Government troops abandoned their position late on Sunday at Rwindi, 80 miles north of Goma in Democratic Republic of Congo's North Kivu Province, after a battle with the rebels involving small arms and heavier weapons. UN peacekeeping troops at Rwindi stayed in their base during the fighting.

On Sunday, the rebels' leader, renegade General Laurent Nkunda, told a UN envoy seeking to end weeks of renewed fighting that he was committed to the talks and the cease-fire.
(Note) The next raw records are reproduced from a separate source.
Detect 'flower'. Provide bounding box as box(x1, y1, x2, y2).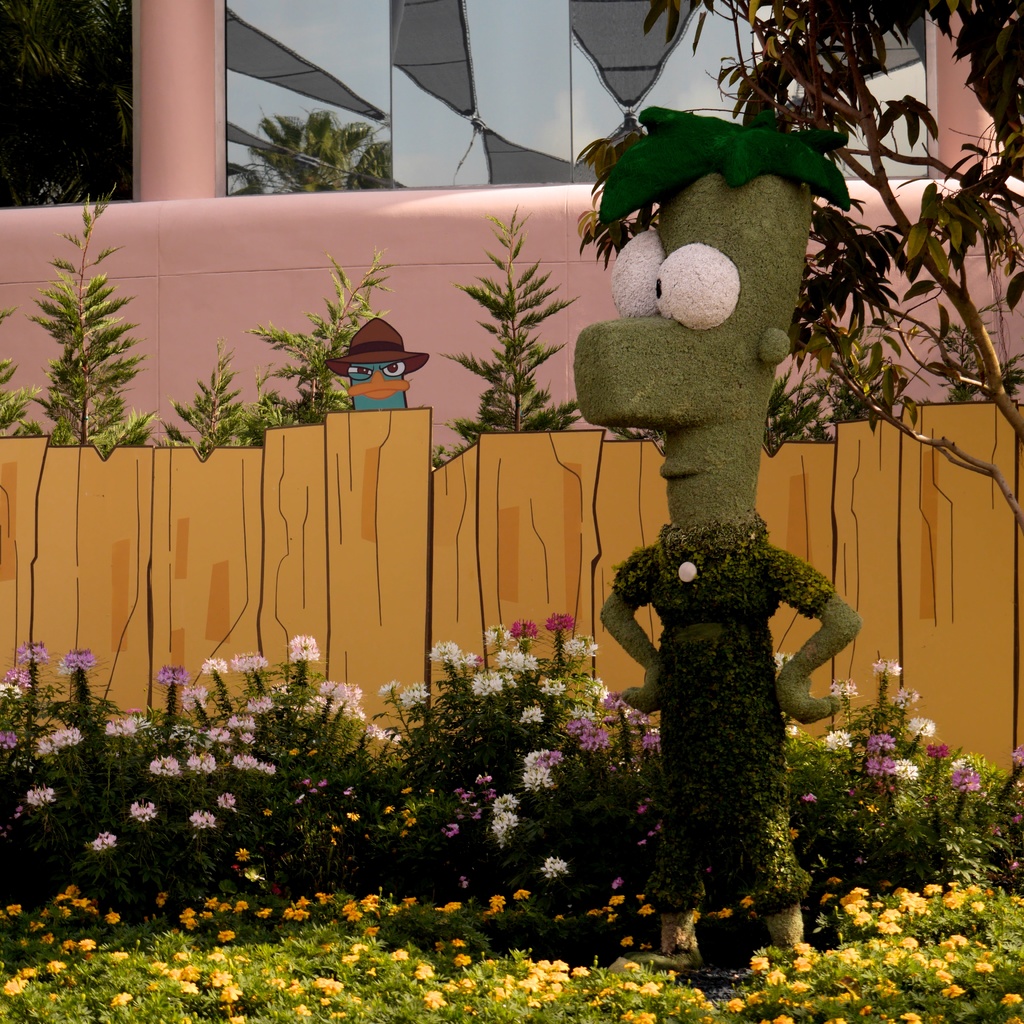
box(363, 925, 378, 938).
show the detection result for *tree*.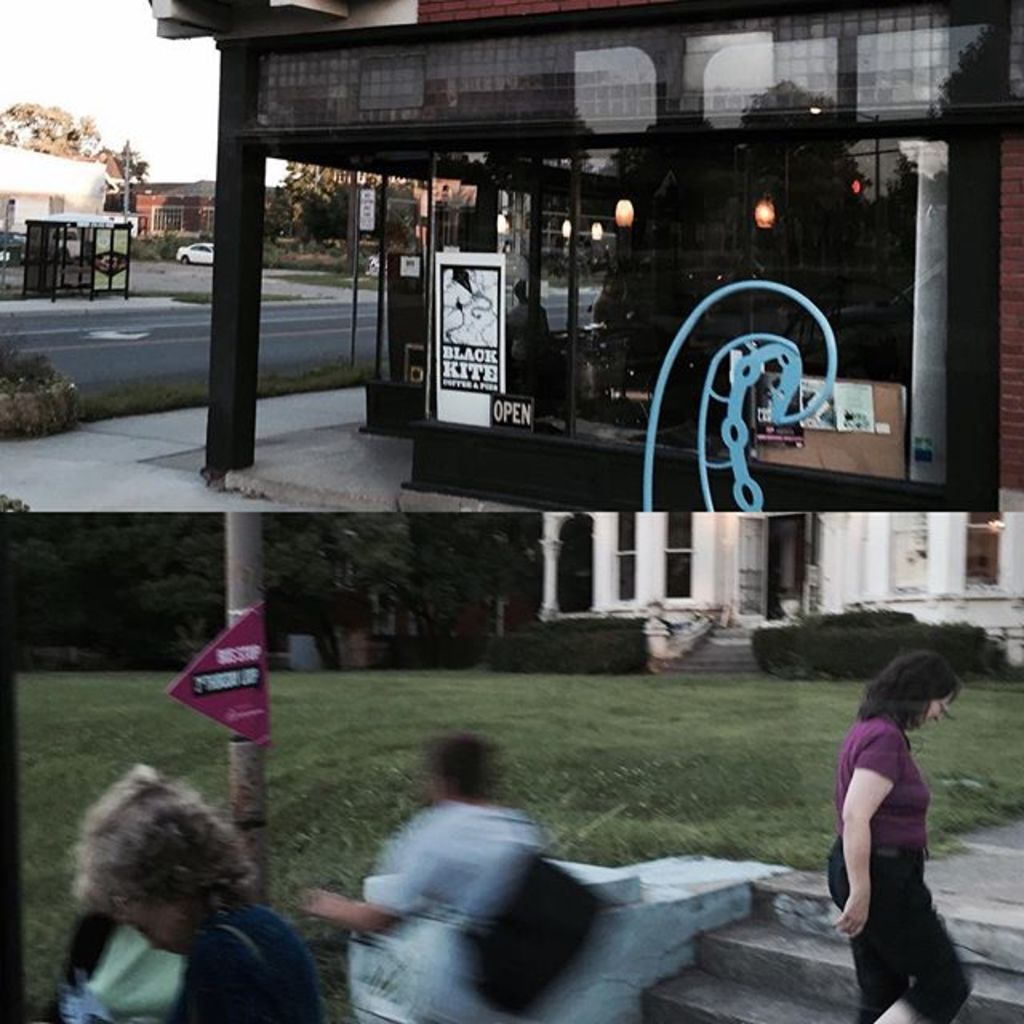
bbox(275, 163, 355, 243).
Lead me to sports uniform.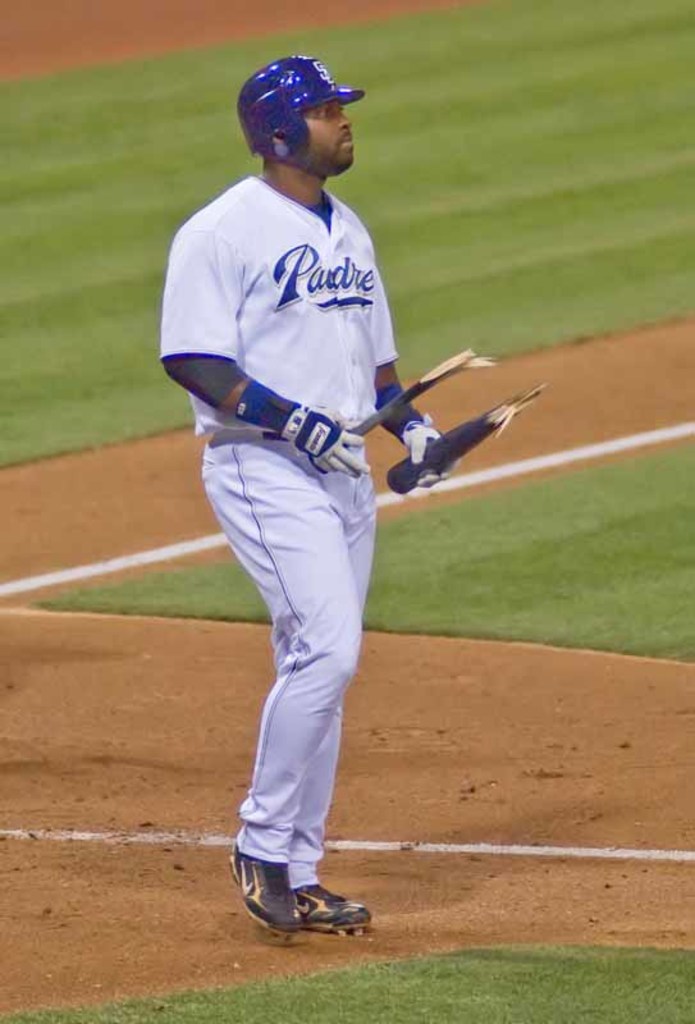
Lead to x1=155, y1=55, x2=451, y2=934.
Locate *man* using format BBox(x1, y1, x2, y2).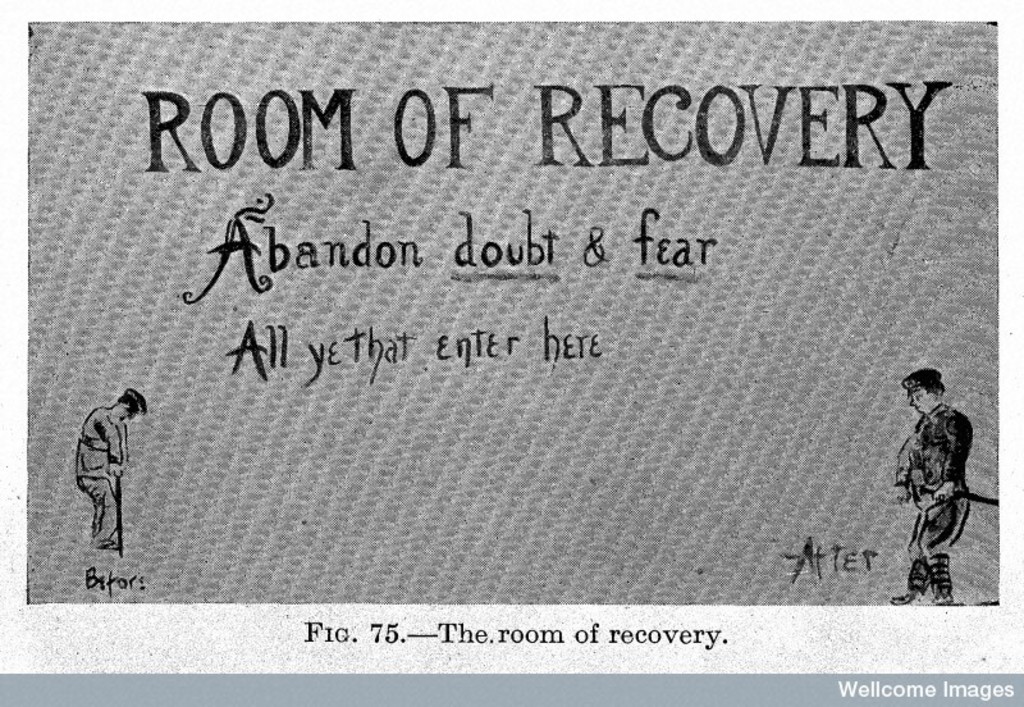
BBox(73, 389, 147, 551).
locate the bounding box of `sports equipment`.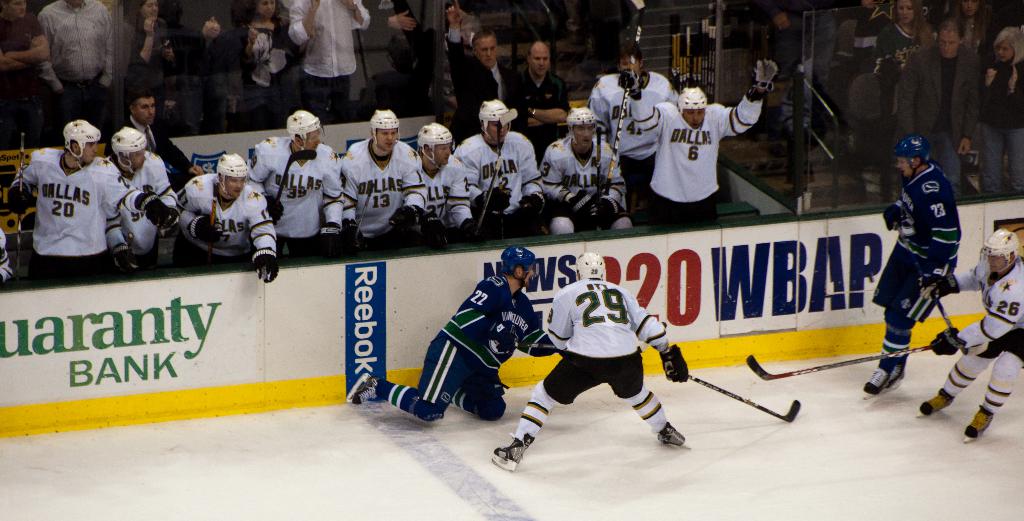
Bounding box: bbox=(744, 341, 927, 383).
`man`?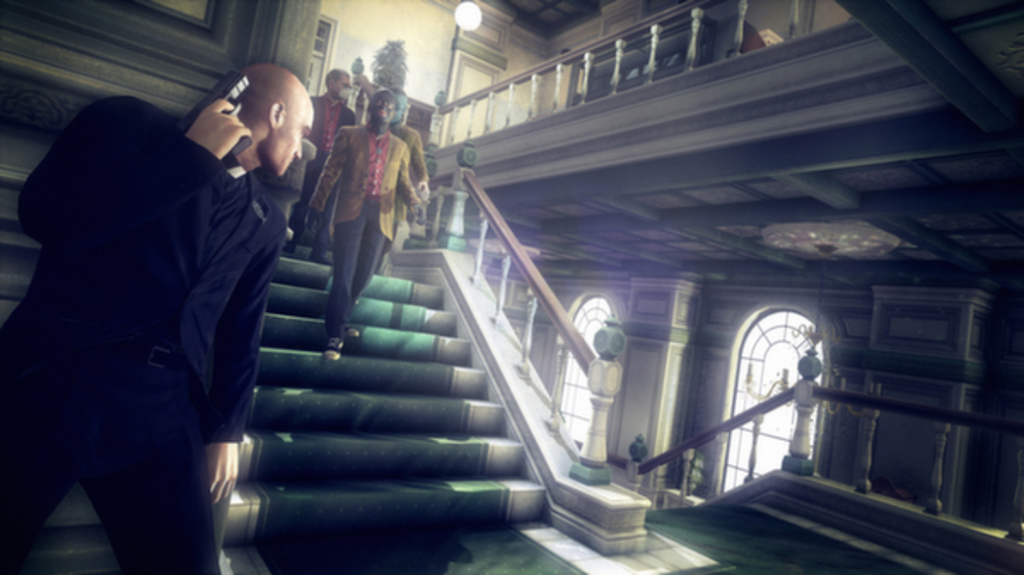
bbox=(302, 63, 367, 261)
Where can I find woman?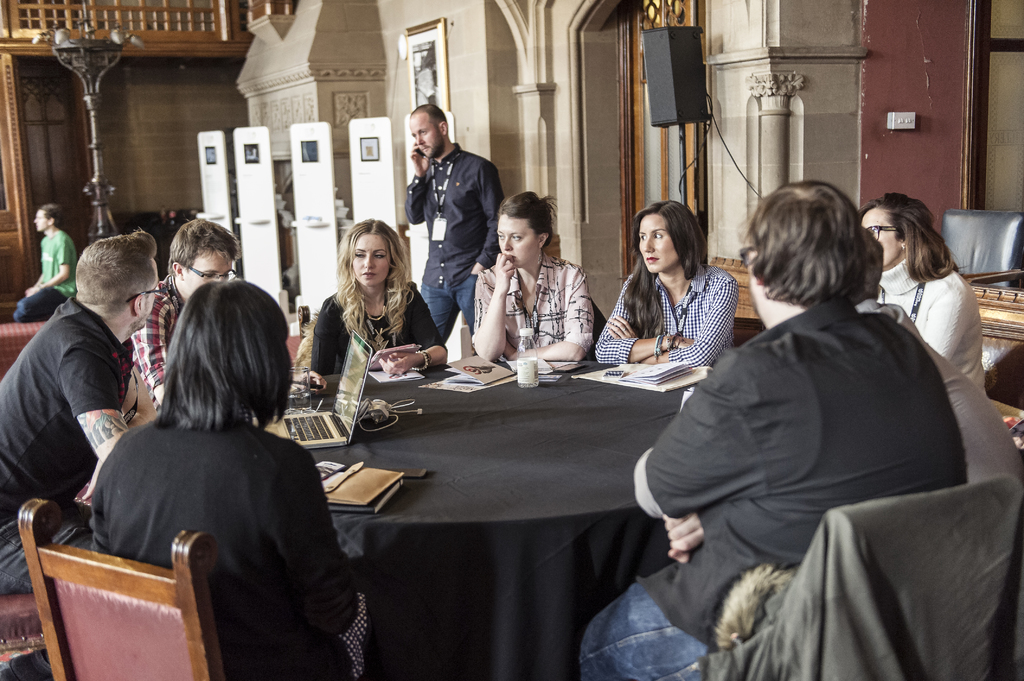
You can find it at [left=310, top=214, right=454, bottom=380].
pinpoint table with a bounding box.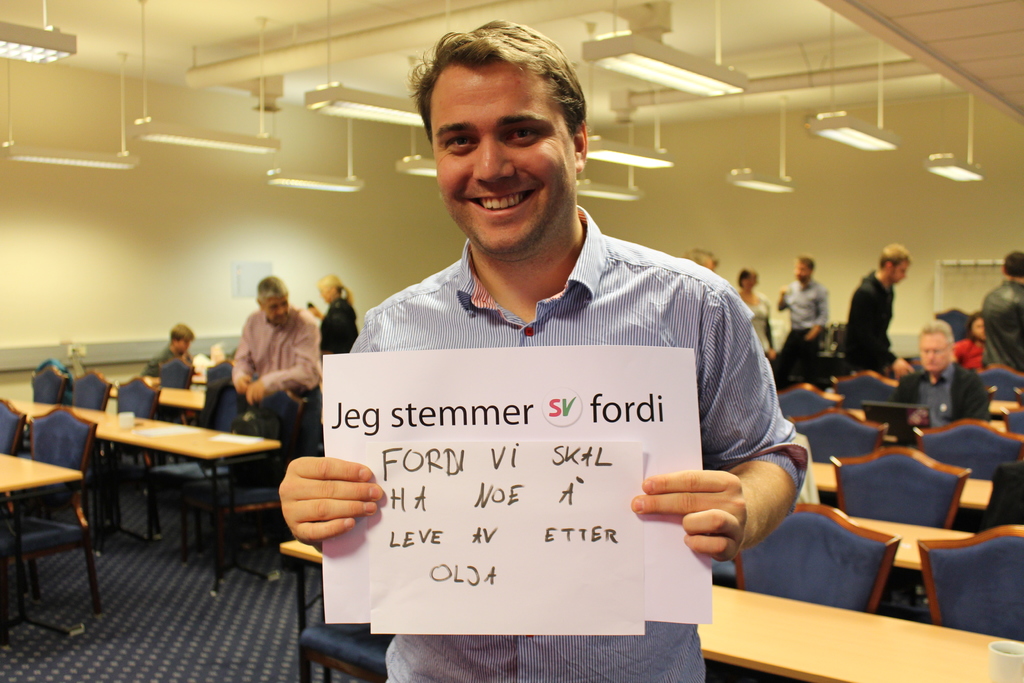
BBox(687, 584, 1023, 682).
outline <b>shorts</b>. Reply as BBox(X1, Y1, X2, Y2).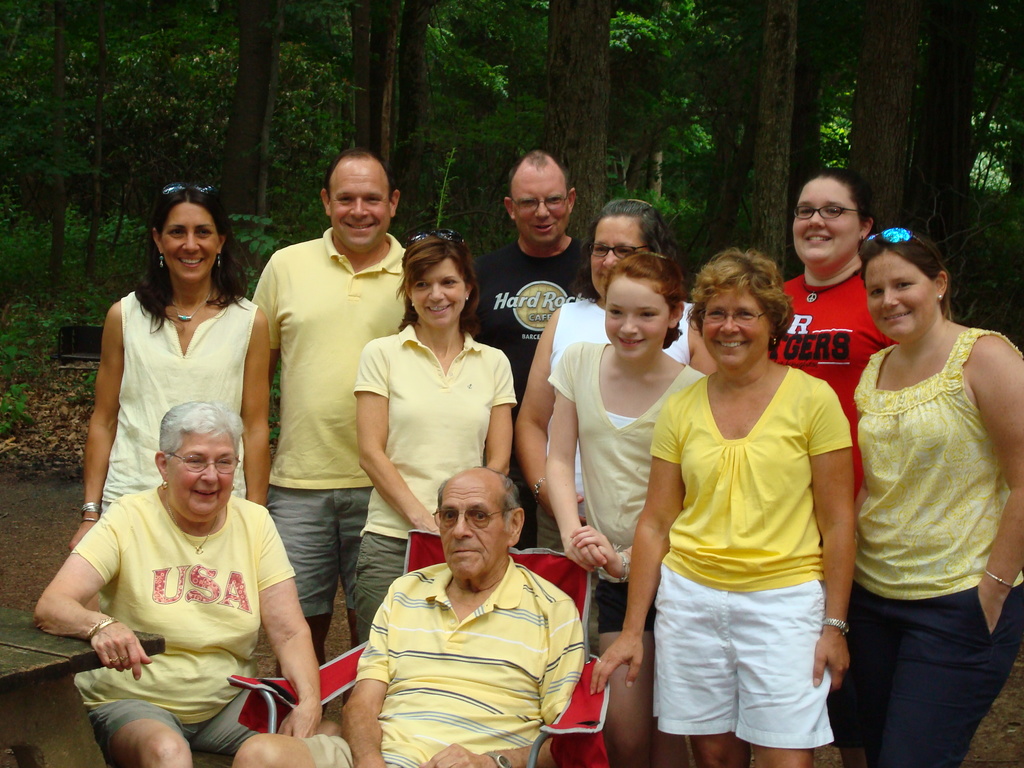
BBox(88, 688, 263, 767).
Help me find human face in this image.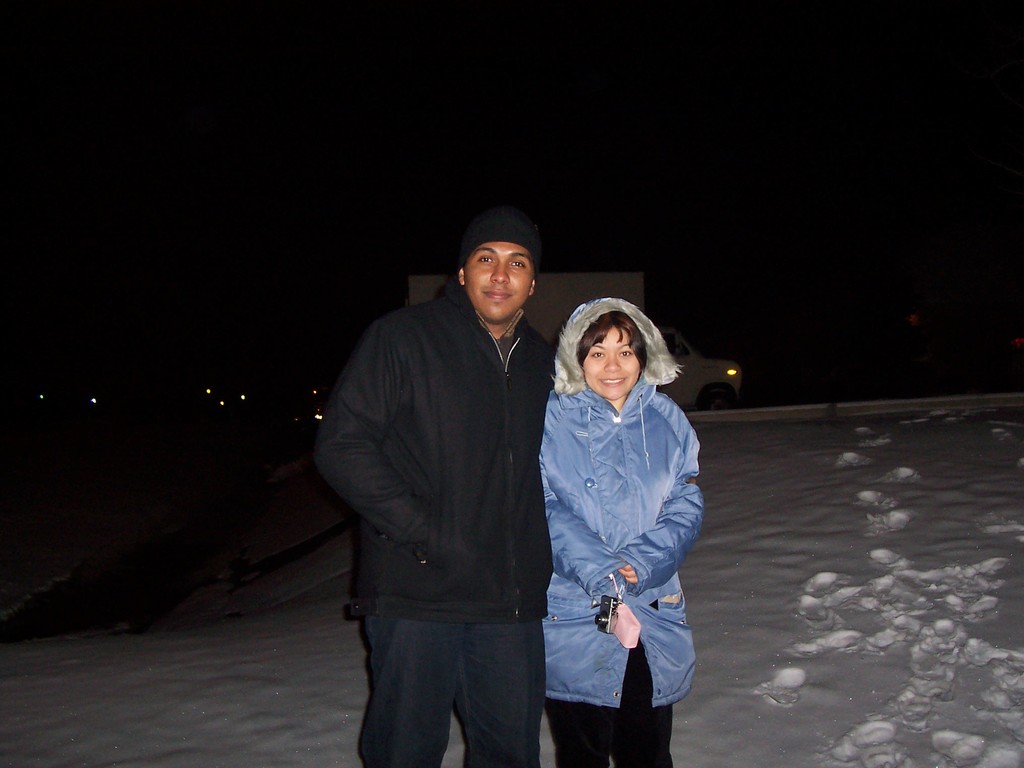
Found it: [580, 325, 640, 402].
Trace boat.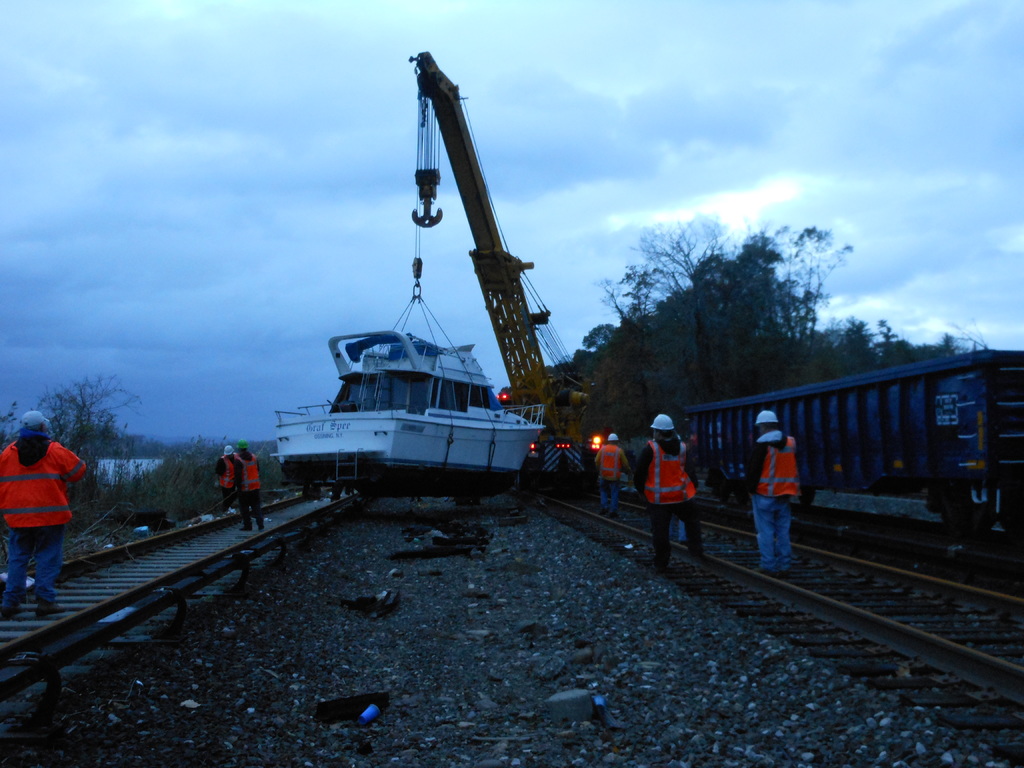
Traced to region(261, 323, 547, 499).
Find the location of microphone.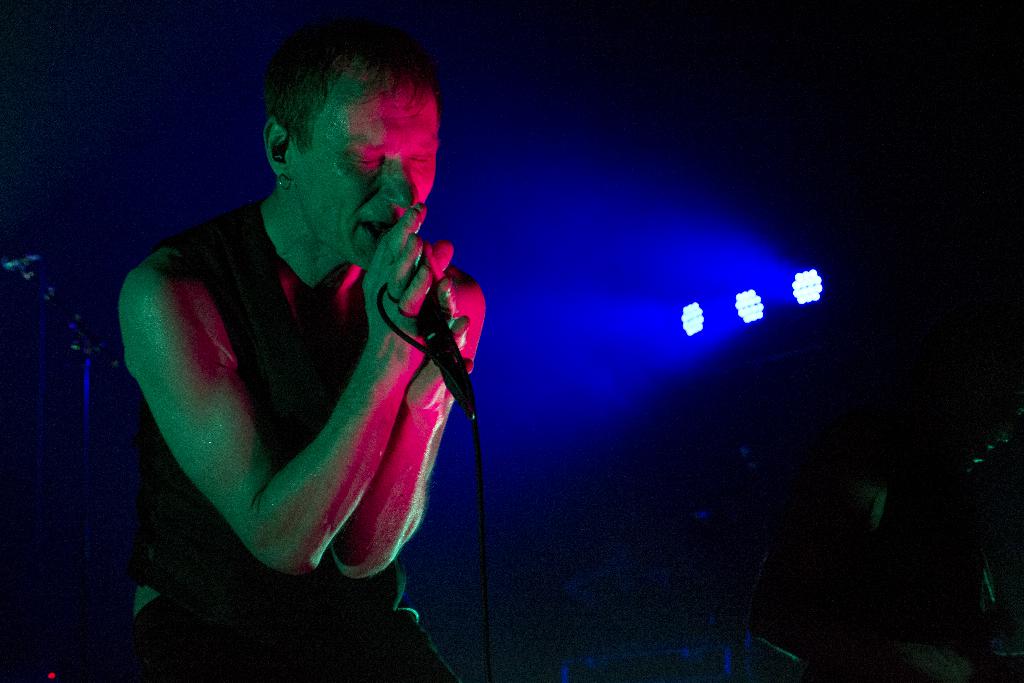
Location: bbox(416, 287, 476, 412).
He met with Olusegun Obasanjo, former Nigerian president, named special envoy by UN Secretary General Ban Ki Moon.

Obasanjo also met Congolese President Joseph Kabila and President Paul Kagame of Rwanda in an effort to stop the east Congo conflict from escalating into a repeat of a 1998-2003 Congo war, in which several million people died.

A UN peacekeeper at Rwindi who declined to be identified said Nkunda's National Congress for the Defence of the People forces had started advancing against government troops on Sunday, the day Nkunda met Obasanjo.

"By morning [on Monday], the CNDP was here," he said.

The road into Rwindi was littered with army boots and blankets.

At the town, a ranger post for the Virunga National Park, rebel fighters manned checkpoints abandoned by the army.

To the north, sporadic gunshots rang out that peacekeepers said were probably fired by hungry soldiers poaching animals.

Local residents said they wanted the conflict to stop.

"There were more than 100 bombs that fell last night. What kind of cease-fire is that?" said Clement Augustin Kasabuni, 33.

A UN official said the retreating government soldiers had destroyed equipment left behind in Rwindi including ammunition and a rocket launcher.

The rebels have been collecting large amounts of military hardware abandoned by the weak and chaotic Congolese army.